The Leverian collection was a natural history and ethnographic collection assembled by Ashton Lever. It was noted for the content it acquired from the voyages of Captain James Cook. For three decades it was displayed in London, being broken up by auction in 1806.
The first public location of the collection was the Holophusikon, also known as the Leverian Museum, at Leicester House, on Leicester Square, from 1775 to 1786. After it passed from Lever's ownership, it was displayed for nearly twenty years more at the purpose-built Blackfriars Rotunda just across the Thames, sometimes called Parkinson's Museum for its subsequent owner, James Parkinson.

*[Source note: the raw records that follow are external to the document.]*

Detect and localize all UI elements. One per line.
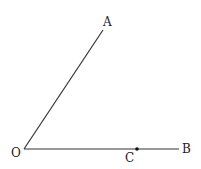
label-a: A [102, 15, 112, 29]
label-c: C [125, 151, 134, 165]
label-b: B [182, 142, 191, 156]
angle-diagram: A B C O [0, 0, 201, 169]
point-c-dot [135, 147, 139, 151]
label-o: O [11, 146, 21, 160]
ray-oa [24, 30, 103, 149]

Interior view of Sir Ashton Lever's Museum, Leicester Square, London, 30 March 1785
Aquatint of exhibit of a stuffed hippopotamus from Charles Catton's Animals
Leverian Museum collection in the Rotunda. Engraving by William Skelton after Charles Reuben Ryley
Leicester House, Westminster
Leicester House was a large aristocratic townhouse in Westminster, London, to the north of where Leicester Square now is. Built by the Earl of Leicester and completed in 1635, it was later occupied by Elizabeth Stuart, a British princess and former Queen of Bohemia, and in the 1700s by the two successive Hanoverian princes of Wales.
Leicester House in an engraving of 1748
Leicester House & Fields
Elizabeth Stuart, who died in the house.